Who should we let in, just people with money? What about people in war torn countries where their life is in danger every day like Syria? What about countries that have been torn up by Americans fighting a war like Vietnam? What about a poor person who wants to come to America for an education? What about someone who has spoken out against their communist country and their life is in danger? Do we not let anyone come? What about people starving in their countries because of drought?

While I empathize with the desperate people in other countries, I do not think the US can help them all. And therefore should stick to its principles.

hello321's avatar

@crazyguy: “And therefore should stick to its principles.”

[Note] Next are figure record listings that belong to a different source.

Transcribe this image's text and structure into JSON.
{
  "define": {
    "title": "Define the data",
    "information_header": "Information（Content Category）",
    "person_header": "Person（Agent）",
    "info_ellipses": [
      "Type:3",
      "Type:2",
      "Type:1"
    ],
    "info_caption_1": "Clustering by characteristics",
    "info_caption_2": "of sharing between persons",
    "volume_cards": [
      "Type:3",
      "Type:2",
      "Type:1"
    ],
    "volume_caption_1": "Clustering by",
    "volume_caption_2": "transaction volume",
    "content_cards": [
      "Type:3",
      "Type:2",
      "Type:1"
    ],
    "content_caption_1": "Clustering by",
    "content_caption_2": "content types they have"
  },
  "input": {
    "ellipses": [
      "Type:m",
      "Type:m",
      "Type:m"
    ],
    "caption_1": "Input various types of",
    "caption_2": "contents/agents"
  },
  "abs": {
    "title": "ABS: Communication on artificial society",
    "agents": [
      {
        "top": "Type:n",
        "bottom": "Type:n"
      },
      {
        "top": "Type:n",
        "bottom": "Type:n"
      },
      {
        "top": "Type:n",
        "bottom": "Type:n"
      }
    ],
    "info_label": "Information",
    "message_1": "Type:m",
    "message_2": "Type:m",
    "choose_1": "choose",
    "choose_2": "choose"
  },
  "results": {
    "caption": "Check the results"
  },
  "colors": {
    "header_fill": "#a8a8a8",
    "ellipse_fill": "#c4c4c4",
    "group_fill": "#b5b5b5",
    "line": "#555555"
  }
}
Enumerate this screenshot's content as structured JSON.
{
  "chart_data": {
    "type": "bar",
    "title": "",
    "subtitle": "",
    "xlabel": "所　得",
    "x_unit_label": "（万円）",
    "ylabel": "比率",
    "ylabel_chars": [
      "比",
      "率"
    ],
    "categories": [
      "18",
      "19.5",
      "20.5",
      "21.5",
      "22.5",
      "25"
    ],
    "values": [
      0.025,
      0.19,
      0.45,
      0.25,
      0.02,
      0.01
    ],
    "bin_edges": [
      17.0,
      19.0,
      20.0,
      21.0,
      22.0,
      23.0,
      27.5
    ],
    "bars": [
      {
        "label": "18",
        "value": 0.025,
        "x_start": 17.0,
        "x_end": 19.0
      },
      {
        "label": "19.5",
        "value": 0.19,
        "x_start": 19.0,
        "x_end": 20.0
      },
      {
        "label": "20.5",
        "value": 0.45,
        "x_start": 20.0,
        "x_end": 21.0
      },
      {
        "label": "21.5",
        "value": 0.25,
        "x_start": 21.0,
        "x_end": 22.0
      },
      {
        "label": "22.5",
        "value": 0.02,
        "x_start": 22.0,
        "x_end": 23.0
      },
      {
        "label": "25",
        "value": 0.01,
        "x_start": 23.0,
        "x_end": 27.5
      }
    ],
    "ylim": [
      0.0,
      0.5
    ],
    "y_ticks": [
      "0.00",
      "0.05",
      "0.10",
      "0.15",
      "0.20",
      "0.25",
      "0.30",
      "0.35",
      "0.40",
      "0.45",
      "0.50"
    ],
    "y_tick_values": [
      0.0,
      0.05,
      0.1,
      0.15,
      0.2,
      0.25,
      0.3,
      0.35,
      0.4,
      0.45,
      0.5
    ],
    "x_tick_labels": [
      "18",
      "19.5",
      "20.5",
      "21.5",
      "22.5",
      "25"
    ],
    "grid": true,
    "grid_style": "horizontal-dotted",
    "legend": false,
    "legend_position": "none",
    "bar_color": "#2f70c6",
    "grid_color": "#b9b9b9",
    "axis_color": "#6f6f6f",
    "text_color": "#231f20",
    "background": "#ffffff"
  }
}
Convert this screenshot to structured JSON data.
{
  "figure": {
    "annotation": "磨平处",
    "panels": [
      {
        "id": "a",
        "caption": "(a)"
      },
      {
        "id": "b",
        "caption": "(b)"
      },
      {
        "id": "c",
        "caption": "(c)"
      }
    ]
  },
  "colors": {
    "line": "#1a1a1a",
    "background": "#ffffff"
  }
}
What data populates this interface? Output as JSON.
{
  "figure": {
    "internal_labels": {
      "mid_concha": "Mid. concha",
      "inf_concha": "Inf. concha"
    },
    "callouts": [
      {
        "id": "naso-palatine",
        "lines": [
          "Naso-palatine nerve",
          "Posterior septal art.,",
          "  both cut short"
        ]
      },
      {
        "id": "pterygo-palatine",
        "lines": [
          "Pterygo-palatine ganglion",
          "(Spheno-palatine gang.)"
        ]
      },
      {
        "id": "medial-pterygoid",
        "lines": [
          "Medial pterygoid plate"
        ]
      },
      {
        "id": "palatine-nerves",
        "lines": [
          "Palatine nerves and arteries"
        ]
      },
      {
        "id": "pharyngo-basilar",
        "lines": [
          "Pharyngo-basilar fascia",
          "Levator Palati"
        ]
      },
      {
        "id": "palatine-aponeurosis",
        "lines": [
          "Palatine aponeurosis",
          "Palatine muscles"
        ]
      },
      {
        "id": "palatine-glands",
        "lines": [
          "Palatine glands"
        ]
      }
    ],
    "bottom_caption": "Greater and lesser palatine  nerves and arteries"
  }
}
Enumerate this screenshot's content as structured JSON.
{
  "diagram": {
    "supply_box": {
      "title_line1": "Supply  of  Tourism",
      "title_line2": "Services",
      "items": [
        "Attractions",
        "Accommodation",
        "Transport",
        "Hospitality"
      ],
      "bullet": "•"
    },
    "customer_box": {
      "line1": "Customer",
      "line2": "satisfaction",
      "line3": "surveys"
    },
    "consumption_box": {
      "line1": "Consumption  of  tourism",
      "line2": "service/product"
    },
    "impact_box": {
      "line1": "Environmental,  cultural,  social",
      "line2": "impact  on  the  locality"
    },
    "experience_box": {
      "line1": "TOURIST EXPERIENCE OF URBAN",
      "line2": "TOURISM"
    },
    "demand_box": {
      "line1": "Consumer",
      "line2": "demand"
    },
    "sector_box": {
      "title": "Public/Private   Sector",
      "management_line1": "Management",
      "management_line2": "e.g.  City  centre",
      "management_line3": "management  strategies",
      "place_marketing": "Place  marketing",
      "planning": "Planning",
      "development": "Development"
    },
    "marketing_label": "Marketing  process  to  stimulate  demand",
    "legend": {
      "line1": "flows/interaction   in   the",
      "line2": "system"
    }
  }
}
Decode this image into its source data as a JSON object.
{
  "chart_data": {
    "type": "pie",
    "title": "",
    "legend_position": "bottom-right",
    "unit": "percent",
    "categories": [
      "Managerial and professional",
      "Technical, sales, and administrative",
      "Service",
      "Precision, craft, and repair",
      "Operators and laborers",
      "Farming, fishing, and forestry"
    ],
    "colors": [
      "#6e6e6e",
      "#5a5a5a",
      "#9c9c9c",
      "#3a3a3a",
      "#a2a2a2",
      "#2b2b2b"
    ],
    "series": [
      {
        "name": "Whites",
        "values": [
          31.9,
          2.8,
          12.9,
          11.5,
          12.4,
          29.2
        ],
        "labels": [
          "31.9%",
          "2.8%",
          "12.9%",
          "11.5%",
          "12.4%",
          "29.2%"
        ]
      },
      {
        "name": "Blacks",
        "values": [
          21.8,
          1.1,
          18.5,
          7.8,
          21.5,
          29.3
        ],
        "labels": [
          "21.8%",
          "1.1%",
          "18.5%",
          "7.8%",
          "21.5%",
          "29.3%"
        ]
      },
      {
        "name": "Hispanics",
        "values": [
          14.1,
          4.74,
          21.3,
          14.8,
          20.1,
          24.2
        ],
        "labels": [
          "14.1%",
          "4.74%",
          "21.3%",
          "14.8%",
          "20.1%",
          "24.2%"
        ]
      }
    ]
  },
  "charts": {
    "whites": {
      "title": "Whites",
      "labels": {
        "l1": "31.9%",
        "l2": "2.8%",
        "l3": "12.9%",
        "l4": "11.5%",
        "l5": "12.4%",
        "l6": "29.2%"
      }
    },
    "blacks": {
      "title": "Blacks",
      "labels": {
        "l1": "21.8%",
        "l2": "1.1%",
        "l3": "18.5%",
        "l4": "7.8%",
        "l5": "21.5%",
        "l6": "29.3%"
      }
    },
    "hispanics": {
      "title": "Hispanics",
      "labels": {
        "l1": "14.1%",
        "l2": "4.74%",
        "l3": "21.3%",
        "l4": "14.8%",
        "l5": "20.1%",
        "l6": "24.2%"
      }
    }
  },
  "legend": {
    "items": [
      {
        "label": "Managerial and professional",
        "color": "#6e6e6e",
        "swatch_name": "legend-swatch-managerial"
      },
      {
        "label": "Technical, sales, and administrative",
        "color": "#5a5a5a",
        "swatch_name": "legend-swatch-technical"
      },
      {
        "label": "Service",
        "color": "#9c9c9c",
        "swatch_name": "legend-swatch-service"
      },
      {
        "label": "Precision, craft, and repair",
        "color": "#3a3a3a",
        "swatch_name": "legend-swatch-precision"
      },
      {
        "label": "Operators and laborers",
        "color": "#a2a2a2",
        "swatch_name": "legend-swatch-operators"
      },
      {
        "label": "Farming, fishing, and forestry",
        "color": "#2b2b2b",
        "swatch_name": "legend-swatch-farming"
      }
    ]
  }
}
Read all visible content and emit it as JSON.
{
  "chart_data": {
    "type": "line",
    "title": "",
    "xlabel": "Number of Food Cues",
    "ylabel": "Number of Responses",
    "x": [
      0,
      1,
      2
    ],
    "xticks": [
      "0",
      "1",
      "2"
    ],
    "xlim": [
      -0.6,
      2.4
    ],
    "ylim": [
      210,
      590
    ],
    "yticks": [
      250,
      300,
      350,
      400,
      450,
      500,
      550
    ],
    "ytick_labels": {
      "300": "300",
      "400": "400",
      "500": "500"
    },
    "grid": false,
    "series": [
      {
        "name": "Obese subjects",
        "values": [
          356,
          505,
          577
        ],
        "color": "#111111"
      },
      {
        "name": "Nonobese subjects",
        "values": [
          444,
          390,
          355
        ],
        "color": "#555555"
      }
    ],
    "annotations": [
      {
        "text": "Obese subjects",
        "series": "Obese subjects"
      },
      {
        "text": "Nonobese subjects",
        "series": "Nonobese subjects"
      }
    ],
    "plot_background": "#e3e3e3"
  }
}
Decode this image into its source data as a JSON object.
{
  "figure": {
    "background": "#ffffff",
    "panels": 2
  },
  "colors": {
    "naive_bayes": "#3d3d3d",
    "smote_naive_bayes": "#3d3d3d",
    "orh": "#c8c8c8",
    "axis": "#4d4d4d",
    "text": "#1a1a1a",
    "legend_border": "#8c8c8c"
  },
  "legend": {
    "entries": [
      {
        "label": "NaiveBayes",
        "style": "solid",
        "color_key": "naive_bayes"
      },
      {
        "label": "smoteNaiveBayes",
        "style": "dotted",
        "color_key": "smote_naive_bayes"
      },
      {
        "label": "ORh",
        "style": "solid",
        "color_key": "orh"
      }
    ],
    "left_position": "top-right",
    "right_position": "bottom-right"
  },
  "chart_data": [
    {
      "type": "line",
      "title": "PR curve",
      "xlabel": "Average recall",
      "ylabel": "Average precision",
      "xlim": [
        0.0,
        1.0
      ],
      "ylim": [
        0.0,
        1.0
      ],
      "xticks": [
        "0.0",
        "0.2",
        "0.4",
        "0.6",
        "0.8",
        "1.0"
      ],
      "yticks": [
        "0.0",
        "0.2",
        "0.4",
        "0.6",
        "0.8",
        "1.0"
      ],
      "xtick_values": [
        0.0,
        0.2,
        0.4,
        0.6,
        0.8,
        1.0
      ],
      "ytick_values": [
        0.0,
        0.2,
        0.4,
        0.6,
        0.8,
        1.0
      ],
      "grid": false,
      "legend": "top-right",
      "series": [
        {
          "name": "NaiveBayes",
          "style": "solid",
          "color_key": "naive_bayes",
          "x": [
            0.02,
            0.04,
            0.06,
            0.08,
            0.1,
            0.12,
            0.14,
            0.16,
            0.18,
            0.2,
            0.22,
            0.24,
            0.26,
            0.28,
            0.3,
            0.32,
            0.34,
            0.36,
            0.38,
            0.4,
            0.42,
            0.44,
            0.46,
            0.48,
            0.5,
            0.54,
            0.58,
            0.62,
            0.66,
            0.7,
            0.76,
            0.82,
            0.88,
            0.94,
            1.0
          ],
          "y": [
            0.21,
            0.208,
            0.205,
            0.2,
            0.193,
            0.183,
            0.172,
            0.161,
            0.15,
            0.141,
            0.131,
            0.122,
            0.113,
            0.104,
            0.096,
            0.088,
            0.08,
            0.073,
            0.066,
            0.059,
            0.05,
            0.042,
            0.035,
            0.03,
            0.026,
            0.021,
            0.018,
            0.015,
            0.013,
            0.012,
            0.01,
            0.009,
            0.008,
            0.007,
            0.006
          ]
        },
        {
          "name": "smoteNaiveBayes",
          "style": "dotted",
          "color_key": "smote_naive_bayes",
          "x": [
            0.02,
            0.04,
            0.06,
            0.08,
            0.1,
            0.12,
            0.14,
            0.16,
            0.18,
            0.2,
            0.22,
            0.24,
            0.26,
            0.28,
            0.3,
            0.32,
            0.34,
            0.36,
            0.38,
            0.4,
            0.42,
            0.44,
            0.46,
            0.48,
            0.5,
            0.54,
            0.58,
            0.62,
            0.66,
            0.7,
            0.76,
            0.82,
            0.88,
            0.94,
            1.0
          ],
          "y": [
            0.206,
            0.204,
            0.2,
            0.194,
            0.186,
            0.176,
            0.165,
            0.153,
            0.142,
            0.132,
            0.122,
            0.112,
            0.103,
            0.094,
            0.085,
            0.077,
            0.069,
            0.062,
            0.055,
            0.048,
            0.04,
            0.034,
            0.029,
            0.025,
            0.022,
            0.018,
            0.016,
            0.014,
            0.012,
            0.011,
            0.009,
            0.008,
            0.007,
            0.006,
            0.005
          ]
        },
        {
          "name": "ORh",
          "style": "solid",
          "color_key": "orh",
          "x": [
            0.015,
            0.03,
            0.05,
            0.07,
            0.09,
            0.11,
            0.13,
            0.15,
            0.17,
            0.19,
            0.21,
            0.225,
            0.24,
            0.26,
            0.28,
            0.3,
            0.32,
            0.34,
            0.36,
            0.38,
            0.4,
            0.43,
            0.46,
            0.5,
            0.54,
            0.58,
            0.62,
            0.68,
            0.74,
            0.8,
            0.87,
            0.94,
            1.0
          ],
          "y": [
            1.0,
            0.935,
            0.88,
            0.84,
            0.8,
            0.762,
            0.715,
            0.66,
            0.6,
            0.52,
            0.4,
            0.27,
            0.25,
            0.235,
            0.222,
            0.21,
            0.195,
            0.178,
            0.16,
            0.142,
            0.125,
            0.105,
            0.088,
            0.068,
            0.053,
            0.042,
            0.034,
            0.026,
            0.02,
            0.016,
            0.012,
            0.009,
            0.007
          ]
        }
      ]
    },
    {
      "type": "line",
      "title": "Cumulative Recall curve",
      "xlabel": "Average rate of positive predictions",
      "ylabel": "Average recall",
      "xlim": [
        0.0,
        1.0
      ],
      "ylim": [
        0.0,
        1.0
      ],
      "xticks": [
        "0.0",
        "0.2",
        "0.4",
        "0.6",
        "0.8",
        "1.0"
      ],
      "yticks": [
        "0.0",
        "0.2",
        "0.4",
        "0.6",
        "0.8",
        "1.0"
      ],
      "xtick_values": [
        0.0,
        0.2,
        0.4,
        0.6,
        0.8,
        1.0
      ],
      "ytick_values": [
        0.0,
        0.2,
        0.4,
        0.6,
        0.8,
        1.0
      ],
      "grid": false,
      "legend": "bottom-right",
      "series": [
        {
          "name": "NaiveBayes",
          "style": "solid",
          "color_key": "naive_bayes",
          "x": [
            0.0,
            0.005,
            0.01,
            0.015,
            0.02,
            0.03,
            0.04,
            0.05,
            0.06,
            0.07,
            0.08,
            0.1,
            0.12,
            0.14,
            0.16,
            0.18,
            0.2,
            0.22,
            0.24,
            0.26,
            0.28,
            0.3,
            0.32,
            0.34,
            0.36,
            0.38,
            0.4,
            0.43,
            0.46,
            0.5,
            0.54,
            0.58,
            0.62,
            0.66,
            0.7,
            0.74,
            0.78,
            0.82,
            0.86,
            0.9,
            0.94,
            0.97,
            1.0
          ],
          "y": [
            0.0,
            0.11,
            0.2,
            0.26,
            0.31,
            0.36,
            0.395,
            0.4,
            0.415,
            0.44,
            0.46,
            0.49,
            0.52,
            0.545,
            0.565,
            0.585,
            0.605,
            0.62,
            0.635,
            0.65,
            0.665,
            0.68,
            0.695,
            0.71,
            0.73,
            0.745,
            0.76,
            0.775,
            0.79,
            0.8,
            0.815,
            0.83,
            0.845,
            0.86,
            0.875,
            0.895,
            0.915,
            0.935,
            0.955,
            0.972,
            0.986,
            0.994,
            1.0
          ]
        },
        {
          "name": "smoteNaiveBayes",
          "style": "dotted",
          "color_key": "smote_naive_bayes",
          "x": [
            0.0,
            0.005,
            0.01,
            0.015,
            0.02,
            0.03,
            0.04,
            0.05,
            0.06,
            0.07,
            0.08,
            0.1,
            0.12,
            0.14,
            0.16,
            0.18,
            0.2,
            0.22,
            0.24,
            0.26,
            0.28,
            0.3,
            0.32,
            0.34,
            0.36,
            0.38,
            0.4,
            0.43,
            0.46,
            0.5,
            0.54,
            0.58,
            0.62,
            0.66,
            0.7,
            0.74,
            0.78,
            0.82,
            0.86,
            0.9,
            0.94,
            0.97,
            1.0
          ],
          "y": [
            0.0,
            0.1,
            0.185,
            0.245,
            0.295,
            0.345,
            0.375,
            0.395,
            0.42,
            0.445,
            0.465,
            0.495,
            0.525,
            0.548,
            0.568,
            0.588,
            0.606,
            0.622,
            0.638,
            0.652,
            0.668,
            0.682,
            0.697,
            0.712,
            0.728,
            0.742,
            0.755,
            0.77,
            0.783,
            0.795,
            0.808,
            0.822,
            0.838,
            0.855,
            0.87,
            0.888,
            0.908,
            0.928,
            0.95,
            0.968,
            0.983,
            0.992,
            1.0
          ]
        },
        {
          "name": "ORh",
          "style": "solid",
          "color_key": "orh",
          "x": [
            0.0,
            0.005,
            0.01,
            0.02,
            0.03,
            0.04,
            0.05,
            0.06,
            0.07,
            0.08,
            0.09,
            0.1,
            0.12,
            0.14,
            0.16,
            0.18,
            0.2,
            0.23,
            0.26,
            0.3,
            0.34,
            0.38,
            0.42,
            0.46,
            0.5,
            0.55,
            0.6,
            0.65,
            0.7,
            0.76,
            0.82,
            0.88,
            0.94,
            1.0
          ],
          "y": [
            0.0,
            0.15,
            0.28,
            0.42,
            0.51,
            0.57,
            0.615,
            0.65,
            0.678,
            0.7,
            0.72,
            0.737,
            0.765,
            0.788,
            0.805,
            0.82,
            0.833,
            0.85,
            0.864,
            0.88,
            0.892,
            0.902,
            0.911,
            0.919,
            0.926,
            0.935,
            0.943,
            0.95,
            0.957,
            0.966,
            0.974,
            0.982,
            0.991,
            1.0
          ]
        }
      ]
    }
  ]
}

principles like overthrowing governments, extracting resources and exploiting labor, and criminalizing people in order to keep an obedient class of people who have no power. The US is a shit country with shit principles.

Strauss's avatar

Give me your tired, your poor, your huddled masses yearning to breathe free, the wretched refuse of your teeming shore. Send these, the homeless, tempest-tossed to me, I lift my lamp beside the golden door!” This country’s greatness and true genius lies in its diversity.

Emma Lazarus

stanleybmanly's avatar

It always troubles me when immigrants who themselves manage to buy their way here or have the good fortune to get in through the efforts of relatives or influential friends, turn around and insist that we slam the door on those unable to avail themselves of such advantages.

mazingerz88's avatar

^^Some Asians here in our county mostly from China went on the streets to protest against border crossers who were now part of the community. They complained that they came in here legally and waited for years to be citizens. Selfish ingrates. Like they wouldn’t cross the border if China instead of Mexico was down south. It’s a natural yet contemptible human behavior, once you’re in the boat safe from the sharks, your first instinct is to keep others from climbing in.

JLeslie's avatar

@mazingerz88 Plenty of Latin Americans feel the same as the Chinese people you describe.

mazingerz88's avatar

^^I have no doubt. Human nature. I also have no doubt that there is a sensible, workable and humane solution to this immigration issue. American political leaders are playing silly games imo.

crazyguy's avatar

@Strauss Those lines are awesome. However, you know as well as I, that we cannot lay out the welcome mat for the wretched refuse of your teeming shore. because, if we do, we shall be inundated even worse than the current situation on the southern border.

crazyguy's avatar

@mazingerz88 I am also certain that there is a solution to the this immigration issue. However, the issue keeps getting larger and larger, with the full encouragement of Biden and his fellow Democrats, who do not want a solution to the existing problem. For fairly obvious reasons.

crazyguy's avatar

@JLeslie @mazingerz88 Mazinger, you said: It’s a natural yet contemptible human behavior, once you’re in the boat safe from the sharks, your first instinct is to keep others from climbing in. I am not sure I see the behavior as contemptible. You yourself describe the behavior as ‘natural’. If you are a legal pr illegal immigrant, struggling to make ends meet, I do not understand why you want additional competition.

mazingerz88's avatar

^^And therein lies your true nature. Biden and the Democrats are solving the problem. You just don’t see the problem for what it truly is.

crazyguy's avatar

@mazingerz88 Like they say, you can lead a horse to the trough, but you cannot make him drink…

stanleybmanly's avatar

Particularly when the trough is filled with poisoned kool aid.